What are the Chesapeake Bay's Marshes Worth? New Study Suggests Billions

Jeremy Cox, Bay Journal • February 15, 2022

Marshes on Assateague Island. Photo: Jan Plotczyk


Climate experts have long warned that rising seas could add more destructive power to hurricane-whipped storm surges. A new study centered on the Chesapeake Bay region suggests that another potential consequence of climate change could make that flooding even more devastating.

 

Large swaths of the marshes that stand guard along the coasts of Maryland and Virginia are expected to disappear beneath rising water by 2100. That loss will rob many low-lying communities of a critical natural buffer that protects them from storm surges, the wind-driven pulse of water that often causes widespread flooding during hurricanes.

 

Led by scientists at George Mason University in Virginia, new research details for the first time the possible human and economic toll of that one-two punch of sea level rise and marsh loss.

 

The bottom line: A strong storm could inflict billions of dollars in additional residential damage by the end of the century than the same storm would today. And hundreds of thousands more residents would likely experience flooding, according to the study.

 

Some cities are already investing in expensive flood-control measures, such as higher sea walls, but the new research demonstrates the effectiveness of a comparatively low-tech solution, said Margaret Walls, one of the study’s authors and a senior fellow at the Washington, D.C.-based nonprofit Resources for the Future. For instance, preserving higher land adjacent to marshes can give the plants somewhere to “migrate” as water rises, a conservation measure gaining traction around the Bay.

 

“If we have a loss of wetlands, then we have lost that protective service that those wetlands provided,” Walls said.

 

The study simulated the impacts that two real-life hurricanes would trigger in a hypothetical, climate-changed world.

 

Standing in for the “strong” storm was Hurricane Isabel. The 2003 storm stirred up 65 mph sustained winds and up to 8 feet of storm surge as it swirled into the Chesapeake, making it one of the fiercest hurricanes to slam into the region. For their “weak” storm, the researchers chose 1999’s Tropical Storm Dennis, which hit with 40 mph winds and a peak storm surge of 3 feet.

 

The team’s computer models suggested that a storm identical to Dennis in 2100 would generate more flooding and property damage than the more-powerful Isabel of today.

 

“Measly Dennis will become like Isabel in the future,” Walls said. “It’s exactly that storm, but because of sea level rise and fewer wetlands on the landscape, it causes more damage.”

 

In a worst-case scenario, in which the more powerful Isabel struck a Chesapeake with water levels 7.6 feet higher than today at the end of the century, the region would suffer billions of dollars in damage and potentially leave 2 million people flooded.

 

But a climate scientist not involved said that the study overestimates the damage.

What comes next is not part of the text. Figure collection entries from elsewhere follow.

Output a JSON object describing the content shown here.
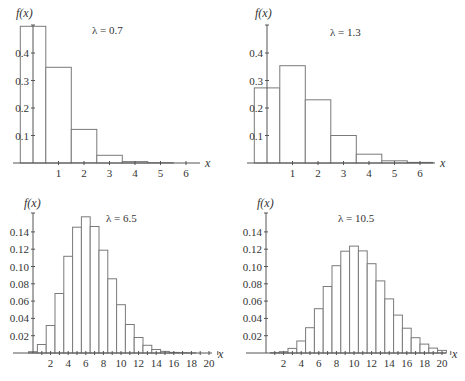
{
  "chart_data": [
    {
      "type": "bar",
      "title": "λ = 0.7",
      "xlabel": "x",
      "ylabel": "f(x)",
      "x": [
        0,
        1,
        2,
        3,
        4,
        5,
        6
      ],
      "values": [
        0.497,
        0.348,
        0.122,
        0.028,
        0.005,
        0.001,
        0.0001
      ],
      "xticks": [
        1,
        2,
        3,
        4,
        5,
        6
      ],
      "yticks": [
        0.1,
        0.2,
        0.3,
        0.4
      ],
      "ytick_labels": [
        "0.1",
        "0.2",
        "0.3",
        "0.4"
      ],
      "xlim": [
        -0.5,
        6.6
      ],
      "ylim": [
        0,
        0.5
      ],
      "grid": false,
      "legend": "none"
    },
    {
      "type": "bar",
      "title": "λ = 1.3",
      "xlabel": "x",
      "ylabel": "f(x)",
      "x": [
        0,
        1,
        2,
        3,
        4,
        5,
        6
      ],
      "values": [
        0.273,
        0.354,
        0.23,
        0.1,
        0.032,
        0.008,
        0.002
      ],
      "xticks": [
        1,
        2,
        3,
        4,
        5,
        6
      ],
      "yticks": [
        0.1,
        0.2,
        0.3,
        0.4
      ],
      "ytick_labels": [
        "0.1",
        "0.2",
        "0.3",
        "0.4"
      ],
      "xlim": [
        -0.5,
        6.6
      ],
      "ylim": [
        0,
        0.5
      ],
      "grid": false,
      "legend": "none"
    },
    {
      "type": "bar",
      "title": "λ = 6.5",
      "xlabel": "x",
      "ylabel": "f(x)",
      "x": [
        0,
        1,
        2,
        3,
        4,
        5,
        6,
        7,
        8,
        9,
        10,
        11,
        12,
        13,
        14,
        15,
        16,
        17,
        18,
        19,
        20
      ],
      "values": [
        0.0015,
        0.0098,
        0.0318,
        0.0688,
        0.1118,
        0.1454,
        0.1575,
        0.1462,
        0.1188,
        0.0858,
        0.0558,
        0.033,
        0.0179,
        0.0089,
        0.0041,
        0.0018,
        0.0007,
        0.0003,
        0.0001,
        0.0,
        0.0
      ],
      "xticks": [
        2,
        4,
        6,
        8,
        10,
        12,
        14,
        16,
        18,
        20
      ],
      "yticks": [
        0.02,
        0.04,
        0.06,
        0.08,
        0.1,
        0.12,
        0.14
      ],
      "ytick_labels": [
        "0.02",
        "0.04",
        "0.06",
        "0.08",
        "0.10",
        "0.12",
        "0.14"
      ],
      "xlim": [
        -0.5,
        21
      ],
      "ylim": [
        0,
        0.16
      ],
      "grid": false,
      "legend": "none"
    },
    {
      "type": "bar",
      "title": "λ = 10.5",
      "xlabel": "x",
      "ylabel": "f(x)",
      "x": [
        0,
        1,
        2,
        3,
        4,
        5,
        6,
        7,
        8,
        9,
        10,
        11,
        12,
        13,
        14,
        15,
        16,
        17,
        18,
        19,
        20
      ],
      "values": [
        0.0,
        0.0003,
        0.0015,
        0.0053,
        0.0139,
        0.0293,
        0.0512,
        0.0769,
        0.1009,
        0.1177,
        0.1236,
        0.118,
        0.1032,
        0.0834,
        0.0625,
        0.0438,
        0.0287,
        0.0177,
        0.0103,
        0.0057,
        0.003
      ],
      "xticks": [
        2,
        4,
        6,
        8,
        10,
        12,
        14,
        16,
        18,
        20
      ],
      "yticks": [
        0.02,
        0.04,
        0.06,
        0.08,
        0.1,
        0.12,
        0.14
      ],
      "ytick_labels": [
        "0.02",
        "0.04",
        "0.06",
        "0.08",
        "0.10",
        "0.12",
        "0.14"
      ],
      "xlim": [
        -0.5,
        21
      ],
      "ylim": [
        0,
        0.16
      ],
      "grid": false,
      "legend": "none"
    }
  ],
  "panels": [
    {
      "ylabel": "f(x)",
      "lambda_label": "λ = 0.7",
      "xlabel": "x"
    },
    {
      "ylabel": "f(x)",
      "lambda_label": "λ = 1.3",
      "xlabel": "x"
    },
    {
      "ylabel": "f(x)",
      "lambda_label": "λ = 6.5",
      "xlabel": "x"
    },
    {
      "ylabel": "f(x)",
      "lambda_label": "λ = 10.5",
      "xlabel": "x"
    }
  ]
}
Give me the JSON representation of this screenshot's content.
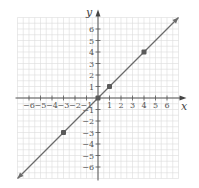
{
  "chart_data": {
    "type": "line",
    "title": "",
    "xlabel": "x",
    "ylabel": "y",
    "xlim": [
      -7,
      7
    ],
    "ylim": [
      -7,
      7
    ],
    "grid": true,
    "x_ticks": [
      -6,
      -5,
      -4,
      -3,
      -2,
      -1,
      1,
      2,
      3,
      4,
      5,
      6
    ],
    "y_ticks": [
      -6,
      -5,
      -4,
      -3,
      -2,
      -1,
      1,
      2,
      3,
      4,
      5,
      6
    ],
    "x_tick_labels": [
      "−6",
      "−5",
      "−4",
      "−3",
      "−2",
      "−1",
      "1",
      "2",
      "3",
      "4",
      "5",
      "6"
    ],
    "y_tick_labels": [
      "−6",
      "−5",
      "−4",
      "−3",
      "−2",
      "−1",
      "1",
      "2",
      "3",
      "4",
      "5",
      "6"
    ],
    "series": [
      {
        "name": "y = x",
        "line": {
          "x": [
            -7,
            7
          ],
          "y": [
            -7,
            7
          ]
        },
        "arrows": "both",
        "color": "#6b6b6b"
      }
    ],
    "points": [
      {
        "x": -3,
        "y": -3
      },
      {
        "x": 0,
        "y": 0
      },
      {
        "x": 1,
        "y": 1
      },
      {
        "x": 4,
        "y": 4
      }
    ],
    "point_color": "#5a5a5a",
    "axis_color": "#555555",
    "grid_color": "#dcdcdc"
  }
}
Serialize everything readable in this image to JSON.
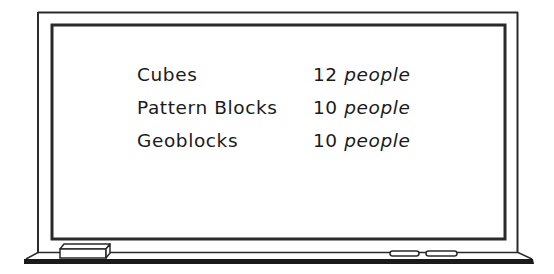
{
  "board": {
    "rows": [
      {
        "label": "Cubes",
        "count": "12",
        "unit": "people"
      },
      {
        "label": "Pattern Blocks",
        "count": "10",
        "unit": "people"
      },
      {
        "label": "Geoblocks",
        "count": "10",
        "unit": "people"
      }
    ]
  },
  "tray": {
    "eraser": "eraser-icon",
    "markers": [
      "marker-icon",
      "marker-icon"
    ]
  },
  "colors": {
    "frame": "#2a2a2a",
    "ledge": "#1a1a1a",
    "board": "#ffffff",
    "text": "#1a1a1a"
  }
}
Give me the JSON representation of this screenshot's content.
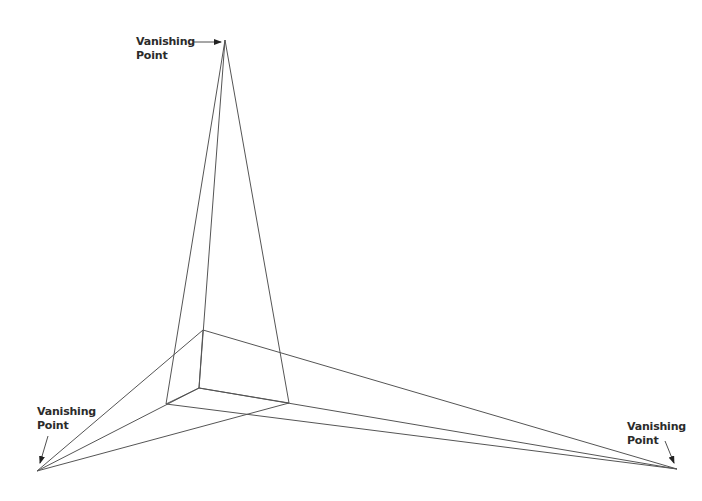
{
  "diagram": {
    "colors": {
      "line": "#555555",
      "arrow": "#222222",
      "text": "#2b2b2b",
      "background": "#ffffff"
    },
    "vanishing_points": [
      {
        "id": "top",
        "x": 225,
        "y": 40,
        "label_line1": "Vanishing",
        "label_line2": "Point"
      },
      {
        "id": "left",
        "x": 37,
        "y": 471,
        "label_line1": "Vanishing",
        "label_line2": "Point"
      },
      {
        "id": "right",
        "x": 677,
        "y": 469,
        "label_line1": "Vanishing",
        "label_line2": "Point"
      }
    ],
    "box_vertices": {
      "top_front": {
        "x": 203,
        "y": 330
      },
      "inner": {
        "x": 199,
        "y": 388
      },
      "left": {
        "x": 166,
        "y": 404
      },
      "right": {
        "x": 289,
        "y": 403
      }
    },
    "labels": {
      "top": {
        "line1": "Vanishing",
        "line2": "Point"
      },
      "left": {
        "line1": "Vanishing",
        "line2": "Point"
      },
      "right": {
        "line1": "Vanishing",
        "line2": "Point"
      }
    }
  }
}
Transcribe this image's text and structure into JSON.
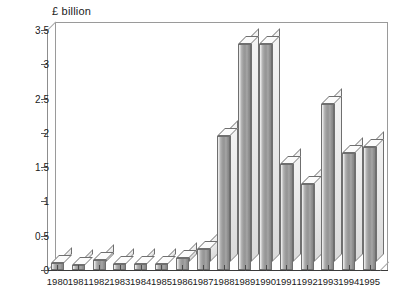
{
  "chart_data": {
    "type": "bar",
    "title": "",
    "ylabel": "£ billion",
    "xlabel": "",
    "ylim": [
      0,
      3.5
    ],
    "yticks": [
      "0",
      "0.5",
      "1",
      "1.5",
      "2",
      "2.5",
      "3",
      "3.5"
    ],
    "ytick_values": [
      0,
      0.5,
      1,
      1.5,
      2,
      2.5,
      3,
      3.5
    ],
    "grid": false,
    "legend": "none",
    "style": "3d-bar",
    "categories": [
      "1980",
      "1981",
      "1982",
      "1983",
      "1984",
      "1985",
      "1986",
      "1987",
      "1988",
      "1989",
      "1990",
      "1991",
      "1992",
      "1993",
      "1994",
      "1995"
    ],
    "values": [
      0.1,
      0.08,
      0.15,
      0.09,
      0.09,
      0.09,
      0.17,
      0.3,
      1.95,
      3.3,
      3.3,
      1.55,
      1.25,
      2.42,
      1.7,
      1.8
    ],
    "bar_color": "#9e9e9e",
    "bar_edge_color": "#6f6f6f",
    "axis_color": "#3a3a3a",
    "background": "#ffffff"
  }
}
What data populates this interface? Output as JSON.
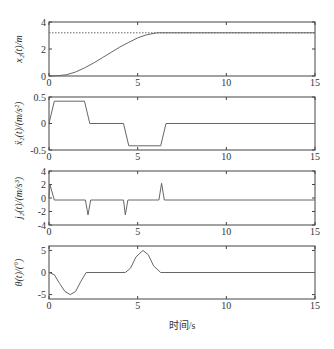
{
  "chart_data": [
    {
      "type": "line",
      "ylabel": "x₂(t)/m",
      "xlim": [
        0,
        15
      ],
      "ylim": [
        0,
        4
      ],
      "xticks": [
        "0",
        "5",
        "10",
        "15"
      ],
      "yticks": [
        "0",
        "2",
        "4"
      ],
      "series": [
        {
          "name": "x2",
          "style": "solid",
          "x": [
            0,
            0.5,
            1,
            1.5,
            2,
            2.5,
            3,
            3.5,
            4,
            4.5,
            5,
            5.5,
            6,
            6.2,
            15
          ],
          "y": [
            0,
            0.02,
            0.1,
            0.3,
            0.6,
            0.95,
            1.35,
            1.75,
            2.15,
            2.5,
            2.82,
            3.05,
            3.18,
            3.2,
            3.2
          ]
        },
        {
          "name": "target",
          "style": "dotted",
          "x": [
            0,
            15
          ],
          "y": [
            3.2,
            3.2
          ]
        }
      ]
    },
    {
      "type": "line",
      "ylabel": "ẍ₂(t)/(m/s²)",
      "xlim": [
        0,
        15
      ],
      "ylim": [
        -0.5,
        0.5
      ],
      "xticks": [
        "0",
        "5",
        "10",
        "15"
      ],
      "yticks": [
        "-0.5",
        "0",
        "0.5"
      ],
      "series": [
        {
          "name": "acc",
          "style": "solid",
          "x": [
            0,
            0.3,
            2.0,
            2.3,
            4.2,
            4.5,
            6.3,
            6.6,
            15
          ],
          "y": [
            0,
            0.42,
            0.42,
            0,
            0,
            -0.42,
            -0.42,
            0,
            0
          ]
        }
      ]
    },
    {
      "type": "line",
      "ylabel": "j₂(t)/(m/s³)",
      "xlim": [
        0,
        15
      ],
      "ylim": [
        -4,
        4
      ],
      "xticks": [
        "0",
        "5",
        "10",
        "15"
      ],
      "yticks": [
        "-4",
        "-2",
        "0",
        "2",
        "4"
      ],
      "series": [
        {
          "name": "jerk",
          "style": "solid",
          "x": [
            0,
            0.05,
            0.3,
            2.05,
            2.2,
            2.35,
            4.2,
            4.3,
            4.45,
            6.2,
            6.35,
            6.5,
            15
          ],
          "y": [
            0,
            2.0,
            -0.3,
            -0.3,
            -2.5,
            -0.3,
            -0.3,
            -2.5,
            -0.3,
            -0.3,
            2.2,
            -0.3,
            -0.3
          ]
        }
      ]
    },
    {
      "type": "line",
      "ylabel": "θ(t)/(°)",
      "xlabel": "时间/s",
      "xlim": [
        0,
        15
      ],
      "ylim": [
        -6,
        6
      ],
      "xticks": [
        "0",
        "5",
        "10",
        "15"
      ],
      "yticks": [
        "-5",
        "0",
        "5"
      ],
      "series": [
        {
          "name": "theta",
          "style": "solid",
          "x": [
            0,
            0.3,
            0.6,
            0.9,
            1.2,
            1.5,
            1.8,
            2.1,
            4.3,
            4.6,
            4.9,
            5.3,
            5.6,
            5.9,
            6.3,
            15
          ],
          "y": [
            0,
            -0.5,
            -2.5,
            -4.3,
            -5,
            -4.3,
            -2.0,
            0,
            0,
            1.0,
            3.5,
            5,
            4.0,
            1.5,
            0,
            0
          ]
        }
      ]
    }
  ],
  "figure": {
    "xlabel": "时间/s",
    "panels": [
      {
        "ylabel": "x₂(t)/m"
      },
      {
        "ylabel": "ẍ₂(t)/(m/s²)"
      },
      {
        "ylabel": "j₂(t)/(m/s³)"
      },
      {
        "ylabel": "θ(t)/(°)"
      }
    ]
  }
}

Don Boesch, retired president of the University of Maryland Center for Environmental Science, said that in the year-plus interim between when the study was completed and when it was published, new research has refined sea level rise estimates for the Bay region. (Boesch also serves as a member of the Bay Journal’s board of directors.)

 

Projections from the latest United Nations report on climate change released this summer puts the worst-case sea level rise projection for 2100 at a little more than 4 feet in the lower Bay — not the 7.6 feet worst-case model adopted by the George Mason researchers. It pegs the most likely amount of rise around the Bay at about 3 feet by the end of the century.

 

“The result is that while the authors’ conclusions about the increase in damage are directionally right, the quantitative differences are greatly exaggerated,” Boesch said.

 

Still, even the George Mason paper’s low-end sea level rise estimate of 2 feet, which is less than the new projection, predicts that the amount of wetlands around the edges of the Bay will decrease from covering 18% of the shoreline today to 13% of the area by 2100.

 

“The marshes provide friction,” said Celso Ferreira, a civil engineering professor at George Mason who worked on the study. “The plants themselves attenuate wave energy.”

 

With sea level rise alone, the total area flooded from storm surge would increase by 25% from a strong storm of today, the authors wrote. And what if marsh loss is calculated into the model? In that case, 40% more land will be inundated than now, their research shows.

 

“The big significance of the study is that, under our current management of coastal lands, we are likely to find future storms to be quite costly,” said Molly Mitchell, a coastal ecologist with the Virginia Institute of Marine Science, who wasn’t involved with the paper. “What the study doesn’t address, but must be part of the conversation moving forward, is how we can mitigate these future costs through collective and individual decision-making.”

 

As the paper suggests, preserving natural coastal features could make a big difference, Mitchell said.

 

The study puts the economic value of marshes in stark terms. A strong, Isabel-like storm today could cause $684 million in damage across the region, it stated. Accounting only for the impacts of 2-feet of sea level rise, the researchers estimated that a strong storm would cause about $1.4 billion in damage by 2100.

 

When they accounted for the acreage of marsh expected to be gone by 2100, the tally swelled to $2.5 billion.

 

In their worst-case scenario, the figure could jump to $13 billion and flood 2 million people.

 

The paper focused on the Maryland and Virginia counties touching the Bay or the tidal portions of the rivers that empty into the estuary. Because of the difficulty with valuing commercial and industrial properties, it calculated only residential damages, Walls said. The costs would be higher by untold billions of dollars if all types of development were considered.

 

The findings, Walls said, point to a future of painful choices for cities and states.

 

“Are you going to ask people to move? People are going to gradually move. That has happened in the Gulf Coast. You’re going to have to have some retreat from these areas,” she said. “I just think these are some of the hardest decisions in the climate [change] space.”

 

This article originally appeared in the Bay Journal.

 

 

Jeremy Cox is a Bay Journal staff writer based in Maryland.